In January and February, the lands are painted white by the winter’s might. Forests are like a threadbare shirt — the utter lack of foliage making them as transparent as possible, the skeletal trees practically dead.
March and April, the sun is yet yawning and drowsy, but gradually setting a goodly pace. The animals are starting to bring forth their young to enjoy the rare and tender shoots of the overeager greens daring to burst forth from the stimulative days of new heat.
May and June, the snow has finally receded, forming wet pools for frogspawn and the undergrowth to take root. All of the offspring of the earth begin frolicking and the endless flowers explode in their arrays.
July and August, the sun now is beaming bright and long, running daily marathons high overhead. Shadows have shrunk away from its power. The people and animals of the earth are busy sowing, living, and playing in full force in the plentiful light.
By September and October the sun has grown weary, slowly resting its head earlier and earlier. All that was green has now aged into oranges, yellows, and reds. The once precocious children of the creatures have become young adults, looking for partners and territories of their own.

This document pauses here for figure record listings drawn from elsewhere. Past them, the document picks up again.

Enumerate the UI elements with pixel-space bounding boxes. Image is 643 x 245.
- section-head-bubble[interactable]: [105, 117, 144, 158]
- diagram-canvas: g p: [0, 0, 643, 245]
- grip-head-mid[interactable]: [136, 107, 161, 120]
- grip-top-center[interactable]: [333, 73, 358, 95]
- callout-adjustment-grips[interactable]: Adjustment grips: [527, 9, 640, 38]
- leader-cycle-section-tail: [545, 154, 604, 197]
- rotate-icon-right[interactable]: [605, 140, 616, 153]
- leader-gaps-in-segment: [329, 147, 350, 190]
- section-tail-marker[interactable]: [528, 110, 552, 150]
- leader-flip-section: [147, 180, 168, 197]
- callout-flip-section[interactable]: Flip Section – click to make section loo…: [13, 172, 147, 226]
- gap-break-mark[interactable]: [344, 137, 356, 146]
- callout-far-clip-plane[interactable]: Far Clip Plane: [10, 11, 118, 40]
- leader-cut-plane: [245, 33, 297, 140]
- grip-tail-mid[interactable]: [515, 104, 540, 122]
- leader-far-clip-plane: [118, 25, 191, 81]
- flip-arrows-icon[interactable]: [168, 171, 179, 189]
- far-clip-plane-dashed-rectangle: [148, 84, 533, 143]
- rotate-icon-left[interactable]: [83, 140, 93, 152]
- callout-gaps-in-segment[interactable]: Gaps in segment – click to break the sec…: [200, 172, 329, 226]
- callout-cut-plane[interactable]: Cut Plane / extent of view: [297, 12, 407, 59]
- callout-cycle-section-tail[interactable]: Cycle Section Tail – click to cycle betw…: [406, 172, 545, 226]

November and December invites creatures to begin building their stores, nests. They are growing fluffy and plump, not because they know they must, but because their very nature dictates it as the great, long, and dark mantle of winter comes to lay upon the shoulders of the earth.
— — —
So many of us insist that “today is the day I make a change” and jump into new diets.
New relationships.
New patterns.
New behaviors.
But that isn’t how sustainable change works.
It happens so slowly it is practically imperceptible.
One day you are young, smooth-faced, and your hair is a colorful brown.
The next day you are still essentially the same age, just as smooth-faced, and your hair is unchanged.
But gradually our environment, behaviors, and biology give way and that once smooth face may have a crease. Those beautifully brown locks may magically have a gray.
So, how can we expect we can change things as ingrained as our habits more rapidly than this?
We cannot.
We must slowly, steadily, and with determination (and perhaps some tracking!) work gradually at change.
How would you like to change?
Follow for daily philosophical meditations.
These are distillations from my coming book “YouDaimonia: the Ancient Philosophy of Human Flourishing.”